If you have accumulated meaningful capital and someone has mentioned Portfolio Management Services — or PMS — to you, you've probably wondered whether it's genuinely better than mutual funds, or just more expensive. The honest answer: it depends on where you are. PMS vs mutual funds in India is not a simple better-or-worse question. It's a fit question.
Here's how to think through it clearly.
What is the actual difference
A mutual fund pools your money with thousands of other investors. A fund manager makes decisions for the entire pool, and you own units — not the underlying stocks directly. It is simple, regulated, and accessible to almost anyone.
PMS is different. Your money is managed separately, and the stocks are held directly in your own demat account, in your name. The portfolio manager makes decisions specifically for your portfolio. SEBI requires a minimum investment of ₹50 lakh to enter PMS — this is not a firm's preference, it's the regulatory floor.
Because you own the securities directly in PMS, every buy and sell by your manager is a taxable event for you personally. In a mutual fund, you don't pay capital gains tax until you actually redeem your units. This tax deferral in mutual funds allows your money to compound more cleanly over time — a meaningful advantage that often gets overlooked when people compare the two.
When PMS starts to make sense
The case for PMS grows stronger when your investable equity portfolio is large enough — think upwards of ₹1–2 crore in equities, not just the bare minimum. At that scale, a customised portfolio built around your specific tax situation, existing holdings, and risk profile starts to offer something a pooled fund genuinely cannot.
PMS also makes sense when you want visibility. You can see every stock in your account, track every transaction, and have a direct conversation with your manager about why something was bought or sold. For some investors — particularly business owners who are deeply engaged with markets — this transparency is worth paying for.
What mutual funds do better
For most investors, especially those still in the accumulation phase of their wealth journey, mutual funds remain the more efficient choice. Lower costs, better tax efficiency, and the discipline of staying invested without watching every move — these matter more than most people realise over a 10–15 year horizon.
Index funds and well-run active funds have delivered strong outcomes for patient investors. And with the flexibility to start with small amounts and increase gradually, mutual funds let you build wealth at your own pace.
The short version
If you're comparing PMS vs mutual funds in India, the question isn't which sounds more sophisticated. The question is: what does your portfolio actually need right now? Size, tax situation, and your own temperament all matter.
If you'd like to talk through where you stand and which structure fits your goals, we're happy to have that conversation at Daulat.
What mutual funds do better
For most investors, especially those still in the accumulation phase of their wealth journey, mutual funds remain the more efficient choice. Lower costs, better tax efficiency, and the discipline of staying invested without watching every move — these matter more than most people realise over a 10–15 year horizon.
Index funds and well-run active funds have delivered strong outcomes for patient investors. And with the flexibility to start with small amounts and increase gradually, mutual funds let you build wealth at your own pace.
The short version
If you're comparing PMS vs mutual funds in India, the question isn't which sounds more sophisticated. The question is: what does your portfolio actually need right now? Size, tax situation, and your own temperament all matter.
If you'd like to talk through where you stand and which structure fits your goals, we're happy to have that conversation at Daulat.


▶ [What is expected]: Give only the number of lines in the records that include the string "List".
----- Exercise data
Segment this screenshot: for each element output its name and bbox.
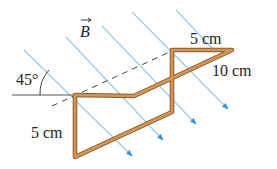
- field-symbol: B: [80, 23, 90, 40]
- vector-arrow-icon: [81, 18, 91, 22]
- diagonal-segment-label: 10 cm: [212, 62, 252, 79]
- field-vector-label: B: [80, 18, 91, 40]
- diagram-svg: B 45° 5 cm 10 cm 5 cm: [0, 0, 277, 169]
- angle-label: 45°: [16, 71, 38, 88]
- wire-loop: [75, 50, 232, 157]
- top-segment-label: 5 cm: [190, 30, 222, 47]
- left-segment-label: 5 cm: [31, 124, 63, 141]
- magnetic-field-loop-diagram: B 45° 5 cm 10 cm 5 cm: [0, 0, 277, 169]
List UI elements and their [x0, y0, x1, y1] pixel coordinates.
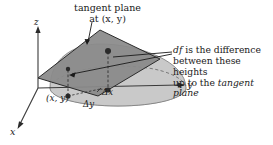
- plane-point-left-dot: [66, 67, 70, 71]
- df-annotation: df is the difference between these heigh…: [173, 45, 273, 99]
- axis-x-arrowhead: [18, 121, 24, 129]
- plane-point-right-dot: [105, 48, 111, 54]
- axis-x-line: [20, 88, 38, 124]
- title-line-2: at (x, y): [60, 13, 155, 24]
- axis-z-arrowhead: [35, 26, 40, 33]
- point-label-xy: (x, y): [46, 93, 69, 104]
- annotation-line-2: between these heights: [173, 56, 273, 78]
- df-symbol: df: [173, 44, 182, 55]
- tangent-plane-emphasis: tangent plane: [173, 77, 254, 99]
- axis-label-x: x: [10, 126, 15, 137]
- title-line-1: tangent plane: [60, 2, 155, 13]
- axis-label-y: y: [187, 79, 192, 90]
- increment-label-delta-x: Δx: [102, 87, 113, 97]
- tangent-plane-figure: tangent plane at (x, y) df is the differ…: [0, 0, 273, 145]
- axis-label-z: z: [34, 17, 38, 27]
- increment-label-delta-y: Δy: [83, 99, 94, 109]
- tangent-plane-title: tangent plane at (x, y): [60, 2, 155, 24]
----------
----- Exercise data
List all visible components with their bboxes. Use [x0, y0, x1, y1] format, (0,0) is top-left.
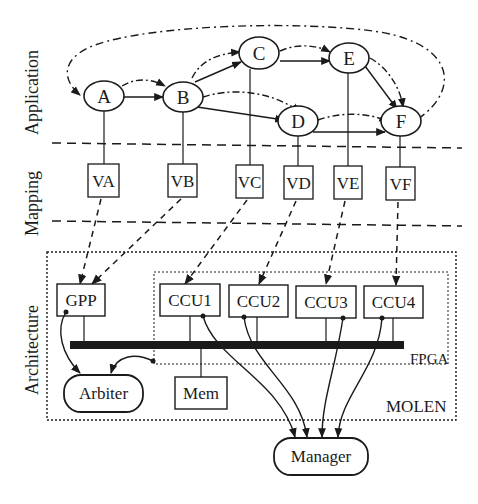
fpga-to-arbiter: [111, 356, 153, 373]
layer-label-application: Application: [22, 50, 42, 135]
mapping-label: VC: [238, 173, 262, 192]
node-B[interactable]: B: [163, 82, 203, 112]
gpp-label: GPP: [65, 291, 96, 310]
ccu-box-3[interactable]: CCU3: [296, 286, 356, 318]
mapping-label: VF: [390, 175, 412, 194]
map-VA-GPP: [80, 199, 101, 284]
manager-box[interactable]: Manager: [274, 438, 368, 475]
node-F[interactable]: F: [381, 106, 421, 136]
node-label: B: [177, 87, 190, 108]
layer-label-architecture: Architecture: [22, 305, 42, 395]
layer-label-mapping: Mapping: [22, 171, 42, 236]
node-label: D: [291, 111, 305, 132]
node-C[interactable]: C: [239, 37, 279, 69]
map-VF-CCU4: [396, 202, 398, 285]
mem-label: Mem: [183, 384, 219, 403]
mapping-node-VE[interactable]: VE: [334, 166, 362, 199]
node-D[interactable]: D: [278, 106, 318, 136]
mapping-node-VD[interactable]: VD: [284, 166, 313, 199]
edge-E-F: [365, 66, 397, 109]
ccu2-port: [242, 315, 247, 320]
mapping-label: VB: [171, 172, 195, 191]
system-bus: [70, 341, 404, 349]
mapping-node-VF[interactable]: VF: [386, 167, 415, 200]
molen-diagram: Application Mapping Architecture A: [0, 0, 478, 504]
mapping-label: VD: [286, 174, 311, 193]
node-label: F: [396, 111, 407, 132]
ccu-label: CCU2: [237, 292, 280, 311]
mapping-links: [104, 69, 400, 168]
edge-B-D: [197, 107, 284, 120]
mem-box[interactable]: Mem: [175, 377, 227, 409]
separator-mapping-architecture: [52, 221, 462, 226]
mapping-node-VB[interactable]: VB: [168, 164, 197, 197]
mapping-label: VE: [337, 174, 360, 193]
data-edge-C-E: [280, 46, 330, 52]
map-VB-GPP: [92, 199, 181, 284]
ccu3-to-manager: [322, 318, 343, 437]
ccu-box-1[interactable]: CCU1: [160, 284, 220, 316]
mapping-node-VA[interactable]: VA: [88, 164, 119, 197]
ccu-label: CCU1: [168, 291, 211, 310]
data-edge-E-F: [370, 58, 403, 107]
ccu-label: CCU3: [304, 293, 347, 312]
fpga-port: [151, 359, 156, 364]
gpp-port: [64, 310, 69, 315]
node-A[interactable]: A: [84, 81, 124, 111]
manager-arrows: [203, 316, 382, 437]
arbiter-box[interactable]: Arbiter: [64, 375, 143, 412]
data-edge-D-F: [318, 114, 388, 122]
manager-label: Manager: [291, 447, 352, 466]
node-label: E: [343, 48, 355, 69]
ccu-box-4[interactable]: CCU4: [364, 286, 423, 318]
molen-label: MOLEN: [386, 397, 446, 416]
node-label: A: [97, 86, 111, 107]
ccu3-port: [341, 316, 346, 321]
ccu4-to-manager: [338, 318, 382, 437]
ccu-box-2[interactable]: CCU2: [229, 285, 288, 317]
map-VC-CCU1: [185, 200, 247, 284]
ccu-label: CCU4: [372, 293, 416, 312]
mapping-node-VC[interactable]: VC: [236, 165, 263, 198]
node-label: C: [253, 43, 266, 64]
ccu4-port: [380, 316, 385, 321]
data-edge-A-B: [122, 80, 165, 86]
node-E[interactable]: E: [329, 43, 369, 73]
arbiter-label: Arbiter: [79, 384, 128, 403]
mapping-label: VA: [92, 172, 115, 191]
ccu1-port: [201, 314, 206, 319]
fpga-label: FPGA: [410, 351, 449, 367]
----------
▶ [Answer section]: 2